Precis
José Felipe Alvergue. Omnidawn, $17.95 trade paper (96p) ISBN 978-1-63243-030-4
Alvergue (gist : rift : drift : bloom) collages an enigmatic assemblage of sociopolitical theory, imagery, newspaper clippings, and rhetoric play in his second collection, echoing the ambiguity of the “border” that the book scrutinizes. The literal border lies between the U.S. and Mexico, but the book expands into a philosophical analysis of the boundaries between identities, bodies, and communities. “Root a line a poem compare Sidro/ finger tracing some thing imagined it happens outside/ folds,” Alvergue writes in fractured phrases, attempting to linguistically capture liminal existence.
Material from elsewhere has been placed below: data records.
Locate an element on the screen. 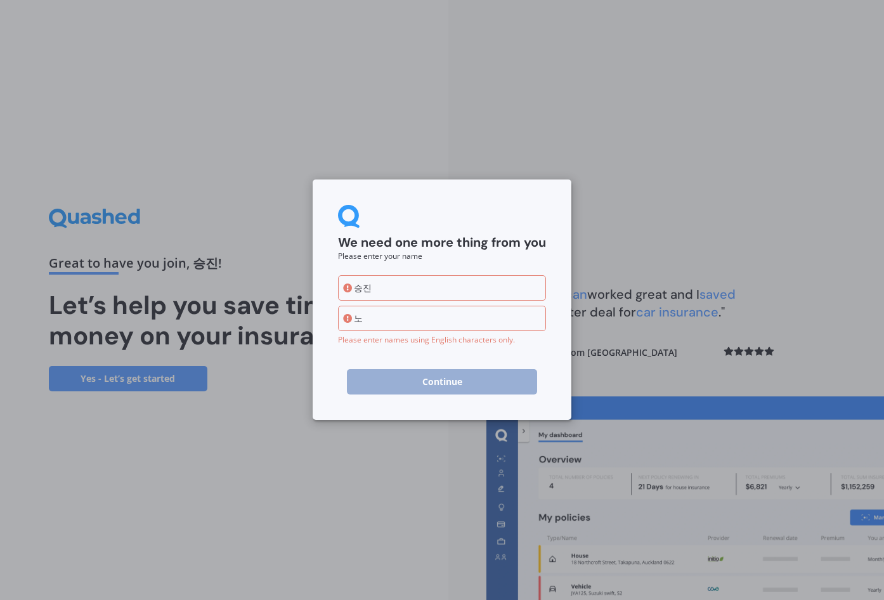 This screenshot has width=884, height=600. button: Continue is located at coordinates (442, 382).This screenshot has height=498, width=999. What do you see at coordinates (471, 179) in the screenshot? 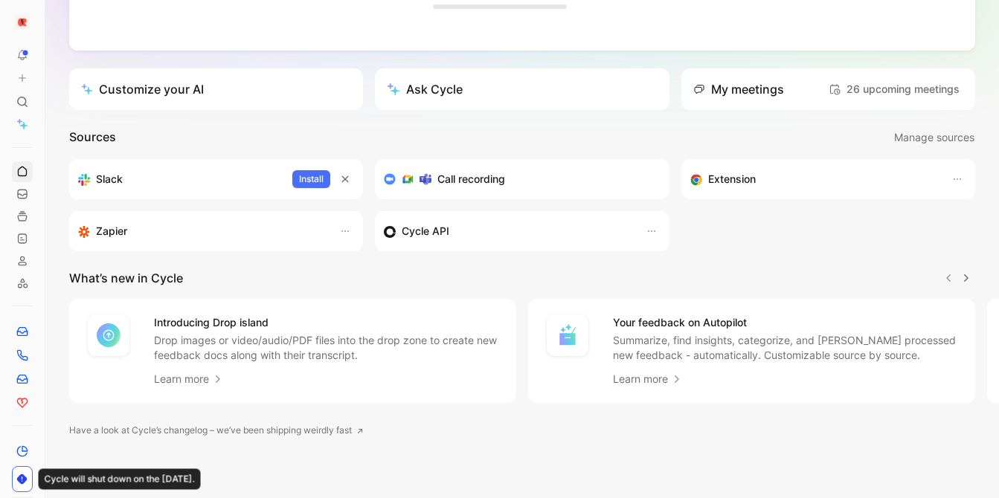
I see `h3: Call recording` at bounding box center [471, 179].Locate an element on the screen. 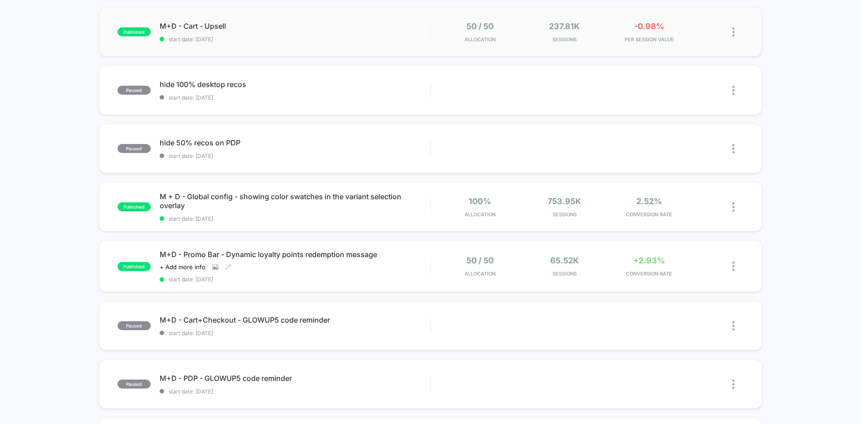  span: hide 100% desktop recos is located at coordinates (295, 84).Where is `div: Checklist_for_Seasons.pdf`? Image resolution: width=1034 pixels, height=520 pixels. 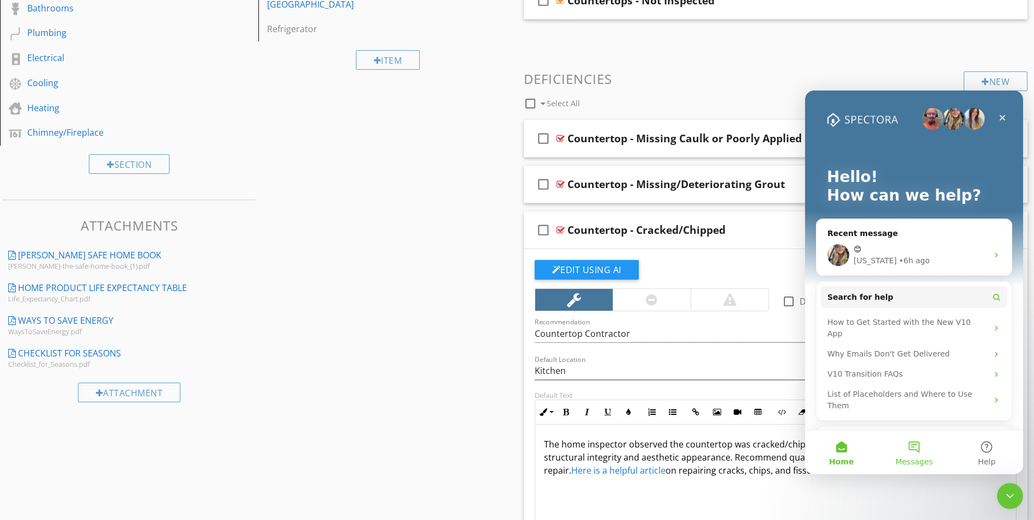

The book’s inspiration and intermittent narrative is rooted in San Diego’s Sidro neighborhood, where some years before a drunk driver killed a supposed immigrant named Alma Gonzalez. In a theory-heavy epilogue, Alvergue reveals how this event, this newspaper blip, affected him—lingering emotions captured in such lines as “forget// America the lullabies/ the broken strain of memory// with songs of stolen & captive people.” Readers may try to follow Alvergue’s philosophical journey, but the structure, with random overlaid quotations and blacked out boxes of texts, imitates and invokes interior confusion. Though the work clearly holds deep considerations of modern human questions, Alvergue’s uncertainty translates too perfectly onto the page; into a book of bewilderment that resists understanding. (Apr.)